Intel’s Comet Lake-S Rumored to Pack 10 Cores, Debut on 14nm

Intel’s Comet Lake-S Rumored to Pack 10 Cores, Debut on 14nm

In the wake of Intel’s latest Core i9-9900K launch, there have been questions about just where the CPU market would go from here. As things stand, both AMD and Intel have rolled out eight-core/16-thread chips at the top of the desktop market. Both companies are working on die shrinks and architectural improvements for their next round of products, but AMD’s 7nm Epyc demonstrations at New Horizons showed that the company has kept the same number of cores per die that it deployed with first round of 14nm hardware: Eight cores per chiplet, possibly split into two CCXs of four cores each (though this point is unconfirmed). Now, however, there are rumors that Intel might try to bump core counts northward again, with a 10-core part supposedly debuting on a 14nm Comet Lake-S CPU in 2019 with a dual ring bus.

I want to make it clear that this rumor, sourced from a Taiwanese forum, should be taken with a huge pile of salt. Intel has used a dual ring bus for its high-end Xeons before, typically in configurations like the below. More recently, it has shifted to a mesh network for its high-end multi-core CPUs. Coffee Lake currently uses a single ring bus interconnect. Moving to a dual ring bus for a 10-core chip as opposed to a mesh network would imply Intel is creating some differentiation between its Core X/Xeon family of products and its desktop chips. Other aspects of these CPUs remain entirely unknown, including any question of architectural enhancements or additional hardware fixes for the speculative execution issues that continue to surface.

Intel’s Comet Lake-S Rumored to Pack 10 Cores, Debut on 14nm

The larger question, again assuming that this rumor is accurate, is exactly how many cores we’re going to see Intel and AMD try to bring to desktops in the first place. While multi-threaded applications are far more robust than they were 10 years ago, it’s not unusual for standard desktop apps to show relatively little scaling above four cores. Even apps that do scale above four cores/eight threads tend to show diminishing returns for adding new CPUs. There’s also an associated power cost with higher core counts and it’s harder to hit high frequencies. Intel’s Core i9-9900K manages to hit a 5GHz boost clock, but overall power consumption is higher than its predecessors courtesy of the increased core counts.

Some might argue that this is simply a retread of the ancient “Do you need a PC this fast?” argument that typified reviews of an earlier age, but such comparisons are misguided. First, the rate of absolute improvement in CPU performance today is literally an order of magnitude smaller than it once was, at least. Second, Amdahl’s law tells us that there’s a hard limit to how much performance can be improved in any given application by adding more CPU cores. Serialized code inevitably becomes a bottleneck. Intel CPUs tend to be less sensitive to memory bandwidth than their AMD counterparts, but adding more cores without increasing the total amount of memory bandwidth in the system will eventually impact CPU scaling as well. Whether that happens at the 10-core point isn’t something we can speculate on without testing, and there are cache techniques that can alleviate this impact to some extent, but it’s definitely something to be aware of.

Data from Steam Hardware Survey
Data from Steam Hardware Survey

It’s good to see the CPU market moving forward in terms of core counts, but we’ve seen core counts offered at a given price point jump dramatically in just the past two years thanks to AMD’s Ryzen processor. The market has definitely noticed — the number of CPUs with more than four cores has grown substantially in recent months according to the Steam Hardware Survey — but dual-core and quad-core chips still hold ~88 percent of the market. Rumors that the PS5 and Xbox Next will use Ryzen-derived 8-core chips could mean the next generation of games will lean more on CPU horsepower and respond better to higher thread counts, but strong multi-threaded adoption in games has played out slowly over years.

But diminishing returns are inevitable as core counts increase, particularly when they leap ahead quickly. This is not to say that a 10-core Comet Lake won’t deliver improvements over the Core i9-9900K, but that buyers of this still-hypothetical part will want to pay careful attention to where it does and does not improve overall performance. If this part is real, it also implies that Intel’s initial 10nm push will focus on mobile and low-power systems, similar to how the company rolled Broadwell and first-generation 14nm as a mobile solution first and foremost. While not impossible, it seems unlikely that Intel would launch a 10-core 14nm part on desktop next year, only to turn around and drop 10nm silicon in the same space.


▶ Task to carry out: Please repeat every record below exactly as written, but leave out the pictures.

*** Source material Section Begins ***

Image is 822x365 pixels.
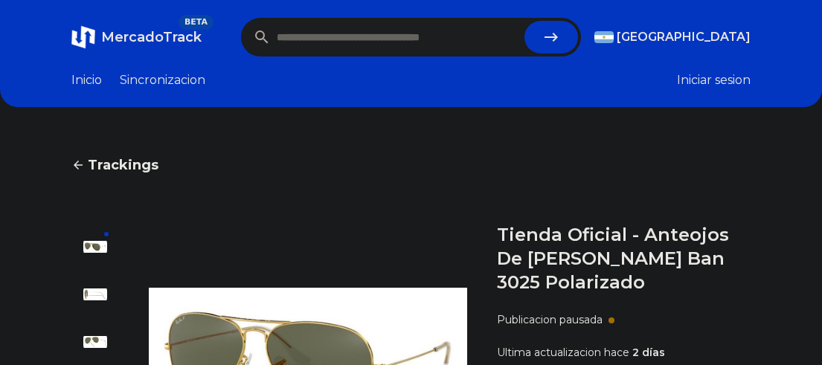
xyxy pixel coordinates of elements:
[71,25,95,49] img: MercadoTrack
[497,346,629,359] span: Ultima actualizacion hace
[617,28,751,46] span: [GEOGRAPHIC_DATA]
[101,29,202,45] span: MercadoTrack
[595,31,614,43] img: Argentina
[677,71,751,89] button: Iniciar sesion
[88,155,158,176] span: Trackings
[83,283,107,307] img: Tienda Oficial - Anteojos De Sol Ray Ban 3025 Polarizado
[497,223,751,295] h1: Tienda Oficial - Anteojos De [PERSON_NAME] Ban 3025 Polarizado
[595,28,751,46] button: [GEOGRAPHIC_DATA]
[120,71,205,89] a: Sincronizacion
[83,330,107,354] img: Tienda Oficial - Anteojos De Sol Ray Ban 3025 Polarizado
[71,25,202,49] a: MercadoTrackBETA
[83,235,107,259] img: Tienda Oficial - Anteojos De Sol Ray Ban 3025 Polarizado
[71,71,102,89] a: Inicio
[71,155,751,176] a: Trackings
[497,313,603,327] p: Publicacion pausada
[179,15,214,30] span: BETA
[632,346,665,359] span: 2 días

*** Source material Section Ends ***

▶ Your solution:
Image is 822x365 pixels.
xyxy pixel coordinates of elements:
[71,25,95,49] img: MercadoTrack
[497,346,629,359] span: Ultima actualizacion hace
[617,28,751,46] span: [GEOGRAPHIC_DATA]
[101,29,202,45] span: MercadoTrack
[595,31,614,43] img: Argentina
[677,71,751,89] button: Iniciar sesion
[88,155,158,176] span: Trackings
[83,283,107,307] img: Tienda Oficial - Anteojos De Sol Ray Ban 3025 Polarizado
[497,223,751,295] h1: Tienda Oficial - Anteojos De [PERSON_NAME] Ban 3025 Polarizado
[595,28,751,46] button: [GEOGRAPHIC_DATA]
[120,71,205,89] a: Sincronizacion
[83,330,107,354] img: Tienda Oficial - Anteojos De Sol Ray Ban 3025 Polarizado
[71,25,202,49] a: MercadoTrackBETA
[83,235,107,259] img: Tienda Oficial - Anteojos De Sol Ray Ban 3025 Polarizado
[71,71,102,89] a: Inicio
[71,155,751,176] a: Trackings
[497,313,603,327] p: Publicacion pausada
[179,15,214,30] span: BETA
[632,346,665,359] span: 2 días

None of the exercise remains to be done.